We’ve tackled what we see as the problem with web rankings before; Mark doesn’t mince his words in this post from 2009. Generally speaking, the issues haven’t really gone away and include:

Focus

What exactly the rankings are looking at and whether this is clearly expressed. What are the criteria and how have they been chosen?

What site users tell you in surveys is certainly a useful guide to priorities but it’s not the be all and end all – for example, as this article from IR Magazine argues, communications-wise, institutional investors and analysts can be a conservative bunch who ‘set the bar very low’ and ‘might not know what they are missing’. So they're perhaps not the people to go to for ideas about how online corporate communications might develop.

What’s more, corporate sites need not only to meet various audience goals but also to support a company’s communications / business goals. This is the kind of thing that’s perhaps harder to mark and will ultimately be company specific.

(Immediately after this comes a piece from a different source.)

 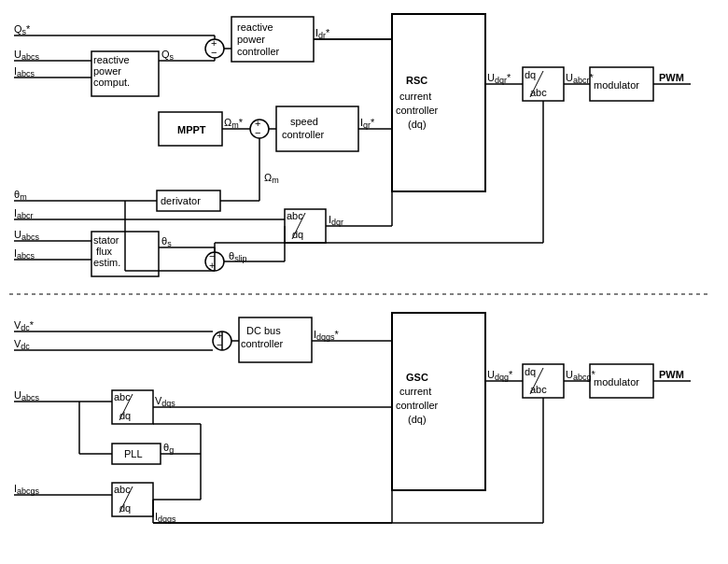 What do you see at coordinates (168, 448) in the screenshot?
I see `theta-g-label: θg` at bounding box center [168, 448].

It could be things like the web site’s role in communicating the corporate brand, building reputation, supporting commercial activity and connecting up various aspects of a company’s online communications.

Transparency

The ranking methodology should be transparent. Where do the numbers actually come from? A description is helpful as far as it goes but specifics are more transparent. Are assessors ticking a box or making judgements? The methodology should tell you.

Disclosure

If an organisation is producing rankings which include its own clients, then this should be made clear.

Timing

It's helpful to state when the reviews were taking place. Sites do change, and not just as a result of a complete rebuild.

So what are web rankings good for?

Corporate web site rankings provide a talking point, benchmarking is undoubtedly a useful exercise and yes, of course, it’s always nice to do well. It's only human nature if, when you see a new set of rankings, your first instinct is to check how your site has done.

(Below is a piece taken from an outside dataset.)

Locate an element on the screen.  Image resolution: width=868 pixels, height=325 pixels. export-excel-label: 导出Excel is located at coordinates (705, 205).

But for rankings to be more than just a beauty pageant, we have to go beyond that first instinct and always consider what they’re evaluating and why. Rankings can give us ideas and identify trends – that’s exactly what Bowen Craggs says its Index can be used for – but, taken in isolation as lists, they should probably always be viewed with a pinch of salt to hand.

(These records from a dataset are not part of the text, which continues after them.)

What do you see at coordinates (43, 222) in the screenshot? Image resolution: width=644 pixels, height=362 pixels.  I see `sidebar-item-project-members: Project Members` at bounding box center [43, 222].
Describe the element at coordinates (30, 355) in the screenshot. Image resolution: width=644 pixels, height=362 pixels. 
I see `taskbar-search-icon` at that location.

If you really want to know how your site is performing, you need to go beyond rankings and look at your analytics – and those analytics should be clearly tied to your web site goals.

Performance evaluation shouldn’t be a one-off either. Corporate sites should be constantly developing so they can continue to meet the evolving needs of both your stakeholders and your business. That means performance evaluation needs to be an ongoing commitment too.

 

For the record, this is where our clients appear in the rankings mentioned:

KWD Webranking 2011-12 (UK list)
1: Centrica; 4: Tesco*; 12: Tullow Oil; 15: InterContinental Hotels Group; 17: British Land; 20: Imperial Tobacco Group; 21: Kingfisher; =28: SABMiller; 39: Rexam; =57: Cairn Energy*; =57: Wolseley*;  61: Petrofac*

Investis IQ Rankings (UK list)
1: Centrica; 9: Kingfisher; 12: SABMiller; 22: Tesco*; 34: British Land; 35: Tullow Oil; 38: InterContinental Hotels Group; 43: Imperial Tobacco Group;  50: Rexam; 58: Petrofac*; 61: Wolseley*; 73: Cairn Energy*

FT Bowen Craggs Index
No clients listed.

*We have recently started working with these clients and launched new sites for them in 2012. KWD carried out its survey before we started working with the companies; Investis rankings are for Q1 2012 so we can assume the new Wolseley site may have been reviewed but not the others.